Honestly, most common audiences like Man of Steel fine. It did excellent in theaters, and the haters are an obnoxiously loud vocal minority made up of the usual suspects: Nostalgia Critic & most ex-Channel Awesome content creators, old snobby film critics, Movie Bob, Cinema Sins, Honest Trailers, YoVideoGames Crew (they're the least bad with it, but most of them either undermine some of DCEU accomplishments or try to pass off most of the films' as "average" [mainly Simmons]) and blind Chris Reeve fan boys/girls. The movie did great in theaters and home video. I know when Batman V. Superman had a worse reception, some of those MoS haters started looking at the latter in a better light or doubled down.
Oooh, I'll bite. For context I've never seen a Reeve Superman film, and have no reverence or attachment to the character.
Man of Steel is a bad film, and its badness has little to do with whether it understands the character or being a good Superman film. Man of Steel is a bad film because it's atrociously paced, superbly stupidly written, pretentious, hollow, subtle as a brick with its symbolism, takes itself way too seriously which leads to ton of unintentional comedy, scattershotly edited, brimming with missed potential in favor of Hollywood cliches, structurally completely incoherent, and it's obviously chasing trends that were well dated by its release date. And I say all of this as someone who was initially part of that common audience that liked the movie just fine. Only on a second watch many years later did I see it for the turd that it is. When discussing it with friends I said "I found it pretty badass when I first watched it, and I still think it's quite badass... meaning that it was ass, and bad by even the standards of ass", which felt incredibly satisfying.
In other movies:
Nope, 8/10
Jordan Peele's latest offering is certainly something, I dare say no one in Hollywood is currently making these kinds of tonal and genre mashup films as well as Peele. It's a drama, it's a sort of comedy, it's a horror film, it's social commentary, and the collision of all these definitely works. There's some superb tension and really disturbing imagery, yet it's always restrained and shows just enough to make the viewer's mind race and fill in the blanks without ruining the mystery. It actually reminded me of
Under the Skin in that regard, but this movie is much less abstract. The chemistry between Daniel Kaluuya and Keke Palmer is great, and you really get the sense of siblinghood between them. There's some really clever reincorporation and implementation of initially seemingly irrelevant subplots into the central themes, and I feel this movie definitely warrants a second watch. The cinematography is also top notch with really clever uses of framing and focus which helps a ton with the mystery. The climax was genuinely fantastic.
It maybe takes a bit to get going, but I feel all of that setup may prove perfectly warranted on a second watch. Having listened to a podcast discussing it a bit, there's a ton of themes and commentary to dig into here, which is why I'm probably going to watch it again.
Titane, batshit crazy/10
I knew this only as the "movie about the woman having sex with her car" that just happened to win the Palm D'or, so my curiosity was piqued to say the least. I'm still kind of reeling from this movie, because it's such a relentless car crash (see what I did there?) of tones and genres that my immediate reaction upon the end credits was incredulous, involuntary laughter. It certainly holds your attention and it's never boring, but it can be a bit hard to parse what the movie's going for. To me it registered as a pitch-black, fucked up dark comedy, but I wouldn't fault anyone for thinking it's not funny at all. I was squirming in my seat on multiple occasions, so it's definitely not for the faint of heart. The acting's great, the gruesome stuff is properly gruesome, and it's also definitely a film you can interpret in a lot of ways. I'm having a bit of a hard time giving it a score because it's so out there and I found the ending a bit underwhelming, but what I was wanting from it was not what the film was about anyway, so that's down to personal taste.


TASK PROMPT:
Starting with the line with "Parse this screenshot: output" in the entries below and going on through the line with "Give me the", output every line exactly and nothing more. No pictures.

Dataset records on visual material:
☆ ☆ ☆ ☆
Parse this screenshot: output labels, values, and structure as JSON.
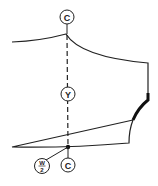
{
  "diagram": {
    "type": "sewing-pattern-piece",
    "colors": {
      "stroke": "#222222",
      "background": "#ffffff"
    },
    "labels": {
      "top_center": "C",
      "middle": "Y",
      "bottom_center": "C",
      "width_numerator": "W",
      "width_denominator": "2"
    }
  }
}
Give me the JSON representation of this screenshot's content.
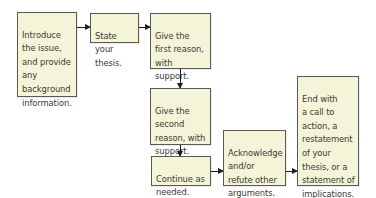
☆ ☆ ☆ ☆
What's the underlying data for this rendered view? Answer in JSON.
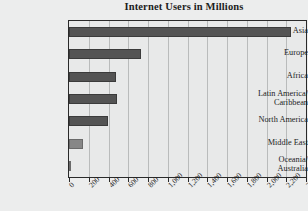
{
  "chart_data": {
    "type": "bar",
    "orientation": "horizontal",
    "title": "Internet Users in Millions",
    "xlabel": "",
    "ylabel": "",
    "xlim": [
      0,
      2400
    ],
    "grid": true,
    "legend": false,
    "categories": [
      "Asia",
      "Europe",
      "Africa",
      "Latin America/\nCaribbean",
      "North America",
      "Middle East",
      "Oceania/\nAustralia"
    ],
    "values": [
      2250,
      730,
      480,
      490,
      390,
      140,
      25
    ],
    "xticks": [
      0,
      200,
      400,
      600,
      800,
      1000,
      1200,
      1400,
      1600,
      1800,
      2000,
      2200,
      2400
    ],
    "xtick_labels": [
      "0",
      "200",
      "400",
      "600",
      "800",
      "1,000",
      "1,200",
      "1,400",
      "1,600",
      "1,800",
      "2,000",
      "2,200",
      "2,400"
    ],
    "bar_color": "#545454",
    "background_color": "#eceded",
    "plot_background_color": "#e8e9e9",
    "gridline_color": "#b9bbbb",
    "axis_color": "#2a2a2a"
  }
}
☆ ☆ ☆ ☆
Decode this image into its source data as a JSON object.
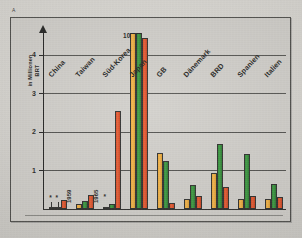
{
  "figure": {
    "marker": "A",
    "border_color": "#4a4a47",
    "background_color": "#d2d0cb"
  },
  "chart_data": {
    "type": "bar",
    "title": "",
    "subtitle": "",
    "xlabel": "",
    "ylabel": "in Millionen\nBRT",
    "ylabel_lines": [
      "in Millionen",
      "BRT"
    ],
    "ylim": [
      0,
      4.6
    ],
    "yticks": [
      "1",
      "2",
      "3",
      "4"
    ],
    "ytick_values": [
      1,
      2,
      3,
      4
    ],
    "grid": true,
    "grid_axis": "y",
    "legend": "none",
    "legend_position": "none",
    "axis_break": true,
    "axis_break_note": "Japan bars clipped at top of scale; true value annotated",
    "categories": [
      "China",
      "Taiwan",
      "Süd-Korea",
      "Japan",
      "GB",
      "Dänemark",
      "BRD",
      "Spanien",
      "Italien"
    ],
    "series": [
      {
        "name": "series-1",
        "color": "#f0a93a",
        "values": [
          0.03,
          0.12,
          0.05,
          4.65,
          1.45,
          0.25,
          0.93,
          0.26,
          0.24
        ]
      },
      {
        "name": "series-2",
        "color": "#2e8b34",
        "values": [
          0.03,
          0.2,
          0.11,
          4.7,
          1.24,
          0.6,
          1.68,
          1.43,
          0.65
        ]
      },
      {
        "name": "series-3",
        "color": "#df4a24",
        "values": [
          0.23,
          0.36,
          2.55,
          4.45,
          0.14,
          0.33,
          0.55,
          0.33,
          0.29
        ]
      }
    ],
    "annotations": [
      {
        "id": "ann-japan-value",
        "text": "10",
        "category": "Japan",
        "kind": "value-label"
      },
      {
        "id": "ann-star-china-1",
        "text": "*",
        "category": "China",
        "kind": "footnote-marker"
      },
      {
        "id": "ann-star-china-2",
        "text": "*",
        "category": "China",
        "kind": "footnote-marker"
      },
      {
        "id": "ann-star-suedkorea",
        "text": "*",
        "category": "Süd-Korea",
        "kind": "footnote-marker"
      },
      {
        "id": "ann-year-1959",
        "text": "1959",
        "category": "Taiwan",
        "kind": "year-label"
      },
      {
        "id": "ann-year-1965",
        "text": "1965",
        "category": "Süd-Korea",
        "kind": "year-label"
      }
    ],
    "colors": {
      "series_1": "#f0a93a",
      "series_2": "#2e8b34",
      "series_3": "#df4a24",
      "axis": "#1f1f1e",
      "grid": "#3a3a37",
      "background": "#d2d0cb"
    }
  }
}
☆ ☆ ☆ ☆
YOUR SOLUTION:
Parse this screenshot: output labels, values, and structure as JSON.
{
  "diagram": {
    "type": "sewing-pattern-piece",
    "colors": {
      "stroke": "#222222",
      "background": "#ffffff"
    },
    "labels": {
      "top_center": "C",
      "middle": "Y",
      "bottom_center": "C",
      "width_numerator": "W",
      "width_denominator": "2"
    }
  }
}
Give me the JSON representation of this screenshot's content.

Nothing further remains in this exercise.